Miami Herald

Pros and cons of helping Honduras

- BY JOAN CHRISSOS

Pink. Yellow. Green. Blue. Virtually the entire American Airlines flight going to San Pedro Sula in Honduras was clad in color-coordinate­d T-shirts, each representi­ng a group doing good in the Central American country. Medical missionari­es from South Carolina. College students from the Northeast. Church groups of kids, parents and pastors from across the United States, including ours from St. Philip’s Episcopal Church in Coral Gables, Fla.

In the six summers, I’ve traveled with my family to San Pedro Sula to volunteer at Nuestras Pequenas Rosas (Our Little Roses), a home and school for abused, orphaned and abandoned Honduran girls, there has never been an empty seat on the planes. A handful of the passengers are Hondurans, the rest are U.S. citizens who are building homes and schools, running clinics, distributi­ng food and bonding with the Honduran people.

Yet with Honduras’ percapita murder rate topping the worldwide charts in 2010 — coupled with the Peace Corps’ decision to leave the country in December after one of its volunteers was shot in the leg in an armed robbery in San Pedro Sula — many are worried about the impact the violence will have on their work.

“Just yesterday a supporter of Honduras called me, worried that Honduras is becoming a place in crisis. They wanted to know how we are seeing the situation,” said Oscar Castaneda, vice president of the Americas program for Heifer Internatio­nal, the global nonprofit that has been working in Honduras for 40 years.

His take: The violence is primarily between gang members and drug cartels, who’ve moved in from Mexico. That said, Heifer avoids driving at night and holds meetings in villages, not cities.

As the second-poorest country in the Western Hemisphere — after Haiti — Honduras relies heavily on humanitari­an groups. Volunteer medical profession­als treat people who’ve never been to a doctor.
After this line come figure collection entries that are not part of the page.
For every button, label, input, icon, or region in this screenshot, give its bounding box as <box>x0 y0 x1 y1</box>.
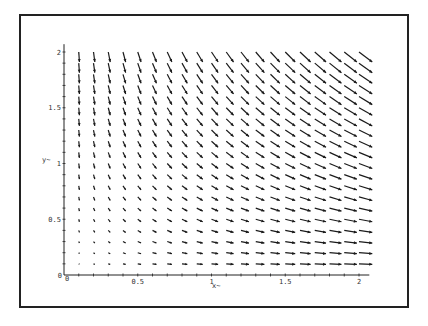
x-tick-label: 1.5 <box>279 278 292 286</box>
vector-field-plot: 0.511.520.511.5200 <box>0 0 428 326</box>
svg-text:0: 0 <box>58 272 62 280</box>
y-tick-label: 0.5 <box>48 216 61 224</box>
y-tick-label: 1 <box>57 160 61 168</box>
y-axis-label: y~ <box>42 156 50 164</box>
x-tick-label: 2 <box>357 278 361 286</box>
svg-text:0: 0 <box>65 275 69 283</box>
y-tick-label: 1.5 <box>48 104 61 112</box>
y-tick-label: 2 <box>57 49 61 57</box>
x-tick-label: 0.5 <box>131 278 144 286</box>
x-axis-label: x~ <box>212 282 220 290</box>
Groups like Food for the Poor in Coconut Creek, Fla., build homes for families who’ve never lived in anything but a shack with a rusted metal roof. And in places like Nuestras Pequenas Rosas, volunteers read, sing, bake cookies, make pizzas and build bonds with the girls over a lifetime, encouragin­g them in school and helping pay for their college educations — in a country where two out of three people in 2010 lived below the poverty line.

Heifer goes to Honduras 12 to 15 times a year, bringing small groups of volunteers on each trip. In addition to doing community service projects, Heifer, whose largest Central American program is in Honduras, takes groups to organic coffee plantation­s and honey cooperativ­es to raise awareness about the global food chain.

Heifer has no plans to pull out of Honduras; it has a group heading to Teguci- galpa, the capital, in February. Heifer, he noted, worked in Guatemala throughout its three-decade civil war, which ended in the mid-1990s. It also worked through the coup of 2009 when the military forced then-honduras’ President Manuel Zelaya into exile at gunpoint.

When the coup made headlines in June 2009, the impact was immediate.

“It was a Sunday morning and I was coming out of church when I got this phone call. It was from the group that I was about to pick up at the airport. They called to tell me they were canceling, that they were concerned about the State Department issuing a travel warning,” said Diana Frade, the Miami founder and executive director of Nuestras Pequenas Roses.

For the next six months — a period normally booked with back-to-back groups — no one came.

“The girls were very, very sad,” said Frade, who founded the home in 1988. “The groups are their extended family. They spent half of the year without visitors.”

Frade, the wife of the Rev. Leo Frade, the Episcopal bishop of Southeast Florida, theorized the Peace Corps left because of poor diplomatic relations stemming from the Zelaya coup.

Kristina Edmunson, a Peace Corps spokeswoma­n in Washington, said there were a number of issues that led the Peace Corps to pull its 158 volunteers, including “the safety and security of our volunteers on the ground.”